Commander Sreehari S, posted at INS Agrani in Coimbatore, said India last conducted an IFR in 2001 to mark 50 years of the Republic. The 2026 edition coincides with the 75th anniversary. He said the maritime domain has become central to India’s foreign policy and strategic outreach. With threats such as piracy, climate change, illegal fishing, and economic inequality growing, multilateralism has emerged as indispensable to collective security and sustainable growth. Maritime challenges transcend borders, making collaboration essential. Hence, India has positioned the Navy as a key architect of multilateral engagement, he said.
New Delhi’s efforts to strengthen regional maritime capacities include gifting platforms such as a corvette to Vietnam, fast interceptor craft to Mozambique, and commissioning a Maritime Rescue Coordination Centre in Sri Lanka. India’s reputation as a dependable partner is shaped by its Humanitarian Assistance and Disaster Relief responses across the Indo-Pacific.
In October, while addressing senior military leaders of UN Troop Contributing Countries in New Delhi, Defence Minister Rajnath Singh reiterated India’s commitment to a rules-based international order and called for reforming outdated multilateral structures. Naval diplomacy, he said, remains a vital component of India’s strategic toolkit. The India-China dynamic in the Indian Ocean Region (IOR), marked by intense competition without naval confrontation, reflects the importance of calibrated maritime engagement.

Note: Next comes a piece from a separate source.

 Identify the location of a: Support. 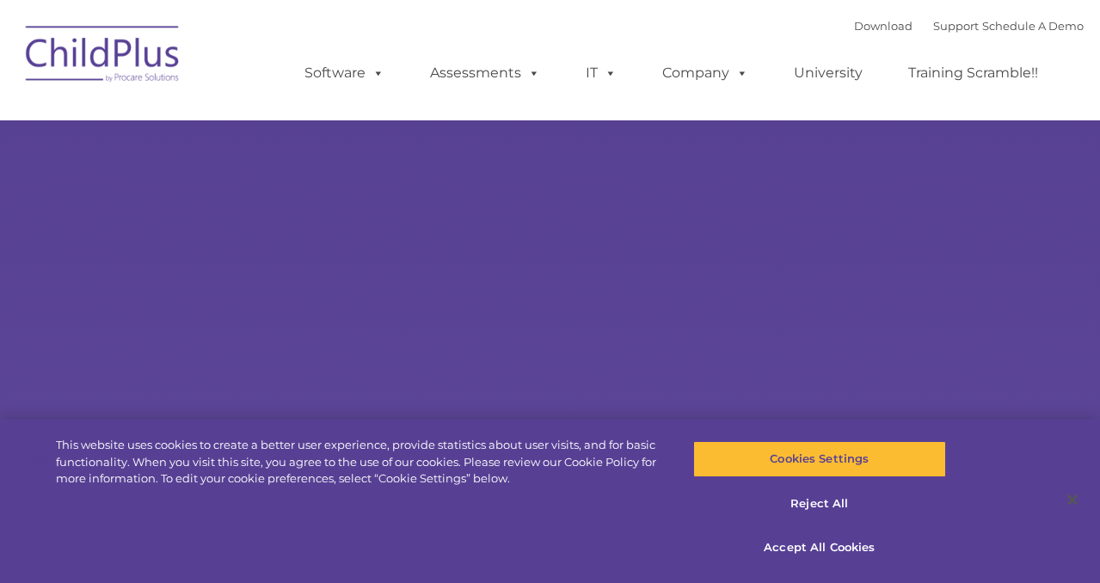
(956, 26).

Today, the Indian Navy participates in nearly 20 bilateral exercises, including SIMBEX, Varuna and CORPAT, and several multilateral engagements such as QUAD, MILAN, Malabar and Konkan. Institutions such as the Indian Ocean Naval Symposium, launched by India in 2008, have evolved into platforms for dialogue, coordination and cooperative security planning.
India’s maritime vision has expanded from SAGAR (Security and Growth for All in the Region) to the broader MAHASAGAR (Mutual and Holistic Advancement for Security Across the Region), which aims to deepen engagement not only within the IOR but also with Africa, ASEAN, Latin America and Pacific Island nations. The INS Sunayna multilateral deployment and the Africa–India AIKEYME exercise exemplify this forward-leaning approach.
The transition from being viewed as a ‘Net Security Provider’ to a ‘Preferred Security Partner’ underscores India’s evolving maritime identity. Security cooperation, capacity building, blue economy integration, climate resilience and support for a rules-based maritime order form the core pillars of this multilateral framework.
As India strives to emerge as a global maritime leader by 2047, upcoming events such as IFR 2026 in Visakhapatnam, the MILAN exercise, the IONS Chiefs Conclave, MAITRI workshops under the QUAD, and the ASEAN–India Year of Maritime Cooperation in 2026 represent significant milestones in shaping a secure, cooperative and interconnected Indo-Pacific.